When it comes to systems, I come from the other side of the MU* coin, where combat systems and dice rolls really weren't a thing, really. It's only been in the past decade or so that my circle's kind of accepted the benefits of combat systems and the like, but every system we add onto that is largely based around 'if the system's results disagree with the fact that you got hit in the head by a hammer, RP the fact that you got hit by a hammer'.
The new players I do see tend to come in due to a setting incorporating a theme or piece of media they like. The more complicated and rigid the system, the more overwhelmed a person may be, but that tends to be a thing even for MU* rpers in my neck of the woods. One thing Dream Chasers MU* did was have a test area that guests could access that had Digs (a system for helping GM dungeon situations).

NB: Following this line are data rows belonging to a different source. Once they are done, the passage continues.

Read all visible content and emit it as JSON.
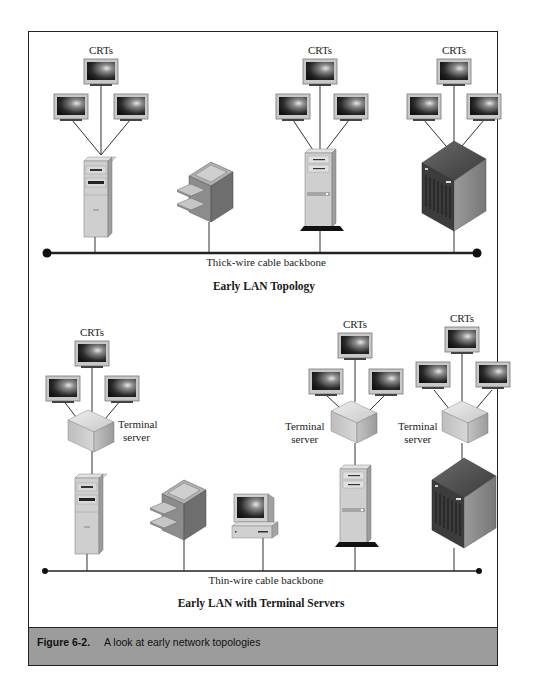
{
  "figure": {
    "number": "Figure 6-2.",
    "caption": "A look at early network topologies"
  },
  "top_diagram": {
    "title": "Early LAN Topology",
    "backbone_label": "Thick-wire cable backbone",
    "groups": [
      {
        "label": "CRTs",
        "host": "tower-server"
      },
      {
        "label": "CRTs",
        "host": "tower-server"
      },
      {
        "label": "CRTs",
        "host": "mainframe"
      }
    ],
    "devices": [
      "tower-server",
      "printer",
      "tower-server",
      "mainframe"
    ]
  },
  "bottom_diagram": {
    "title": "Early LAN with Terminal Servers",
    "backbone_label": "Thin-wire cable backbone",
    "groups": [
      {
        "label": "CRTs",
        "terminal_server_label": "Terminal server",
        "host": "tower-server"
      },
      {
        "label": "CRTs",
        "terminal_server_label": "Terminal server",
        "host": "tower-server"
      },
      {
        "label": "CRTs",
        "terminal_server_label": "Terminal server",
        "host": "mainframe"
      }
    ],
    "devices": [
      "tower-server",
      "printer",
      "desktop-pc",
      "tower-server",
      "mainframe"
    ],
    "terminal_server_line1": "Terminal",
    "terminal_server_line2": "server"
  },
  "colors": {
    "border": "#222222",
    "caption_bar": "#9c9c9c",
    "device_light": "#d4d4d4",
    "device_mid": "#a8a8a8",
    "device_dark": "#555555",
    "screen_dark": "#1c1c1c"
  }
}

As for overpopulation, I think applications tend to help in MU*s I've been on, as long as new players understand it's less 'job interview' and more 'will your character be able to fit the theme and thrive on the grid'. If someone apps a loner who drinks their darke ale in the corner of the tavern without more hooks or attributes beyond that, staff's going to offer suggestions and send the app back. If there's an excess of a specific trait or type in characters that isn't meshing well with the theme, they may be added to the 'restricted' list.
I used to think MUs were on their way out, but seeing more and more preferences for different and unique types of gaming that are free, not tied to a specific site that could change & make RPing impossible (ie Tumblr) and flexible for players (not talking code-wise, as that's another bag of worms), I'm beginning to wonder if there there's a lot of attractive qualities MUs can have, as long as we're aware of them.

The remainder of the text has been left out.